235 sq km in the last week: Russian forces made fastest advance since 2022 invasion

A row of heavily damaged cars covered in dust sit in front of a building shattered by a missile blast
Russian forces are advancing into Ukraine at the fastest pace since the early days of the 2022 invasion, occupying an area half the size of London in the past month, analysts and war bloggers say.
The war is entering what some Russian and Western officials say could be its most dangerous phase after Moscow’s forces made some of their biggest territorial gains and the United States allowed Kiev to counterattack with U.S. missiles.
“Russia has set new weekly and monthly records for the size of occupied territory in Ukraine,” the independent Russian news group Agentstvo said in a report.

The Russian military captured nearly 235 square kilometers (km2) in Ukraine last week, a weekly record for 2024.

Russian forces had captured 600 square km in November, he added, citing data from DeepState, a group with close ties to the Ukrainian army that studies combat footage and provides maps of the front.
Russia began advancing more quickly into eastern Ukraine in July even as Ukrainian forces carved out a slice of its western Kursk region.
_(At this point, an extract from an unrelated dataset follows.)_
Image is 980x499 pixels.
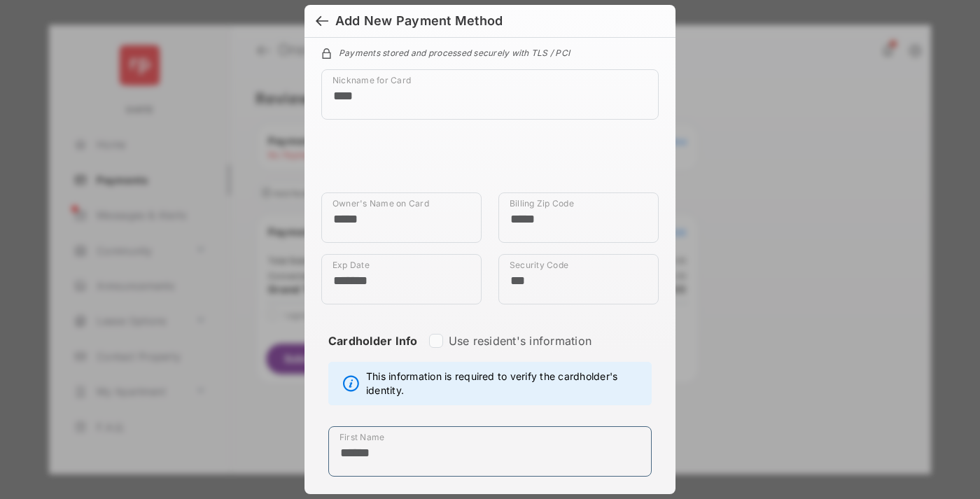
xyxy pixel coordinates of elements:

Since then, according to open source maps, the Russian advance has accelerated.
Russia currently controls 18% of Ukraine, including all of Crimea, just over 80% of the Donbas, which includes Luhansk and Donetsk, and more than 70% of the Zaporizhzhia and Kherson regions, as well as just under 3% of Ukrainian territory. Kharkiv region, according to open source maps.

Neither side publishes accurate data on its losses, although Western intelligence estimates casualties number hundreds of thousands dead or wounded, while swaths of eastern and southern Ukraine have turned into wastelands.

The largest drone strike of the war

Russia’s strong push to the front lines in eastern Ukraine has also coincided with the intensification of nightly drone attacks on Ukrainian cities.
Russian forces staged the largest-ever drone attack on Ukraine overnight, cutting electricity across much of the western Ternopil region and damaging residential buildings in the Kiev region, Ukrainian officials said on Tuesday.
Of 188 drones used overnight, Ukraine shot down 76 and lost track of 96, likely due to active electronic warfare, the air force said. Five drones headed towards Belarus.
“The enemy launched a record number of Shahed UAVs and unidentified drones…,” it read. Russia uses cheaply produced “suicide” drones and low-cost “decoy” drones, which jam Ukrainian air defenses.

“Unfortunately, there was damage to critical infrastructure and private and residential buildings were damaged in several regions due to the massive drone attack,” the Air Force said in a statement, adding that no casualties were reported.

Zelenskyj calls for strengthening of air defense

The Washington-based Institute for the Study of War said in a report that “the advance of Russian forces into southeastern Ukraine is largely the result of the discovery and tactical exploitation of vulnerabilities in Ukrainian lines.”
The report also states that Russian forces recently advanced “at a significantly faster pace than in all of 2023.”
President Vladimir Putin has repeatedly said that Russian forces are advancing much more effectively and that Russia will achieve all its war objectives in Ukraine.

Putin’s foreign intelligence chief, Sergei Naryshkin, said Tuesday that Russia is categorically against “freezing the conflict” because Moscow needs a “solid, long-term peace.”

Ukrainian President Volodymyr Zelenskyy has repeatedly said that peace cannot be established until all Russian forces are expelled and all territory captured by Moscow, including Crimea, is returned.
But outnumbered by Russian troops, the Ukrainian army is struggling to recruit soldiers and provide equipment to new units.
Zelenskyy said he believed Putin’s main goals were to occupy the entire Donbas, which spans the Donetsk and Luhansk regions, and to oust Ukrainian troops from the Kursk region, parts of which they have controlled since August.
The president recently called on Ukraine’s Western partners to focus their efforts on helping improve the nation’s air defense capabilities in response to Russia’s drone and missile attacks.

“The world has air defense systems that can also defend against this type of threat,” he said. “This is what we all need to focus on.”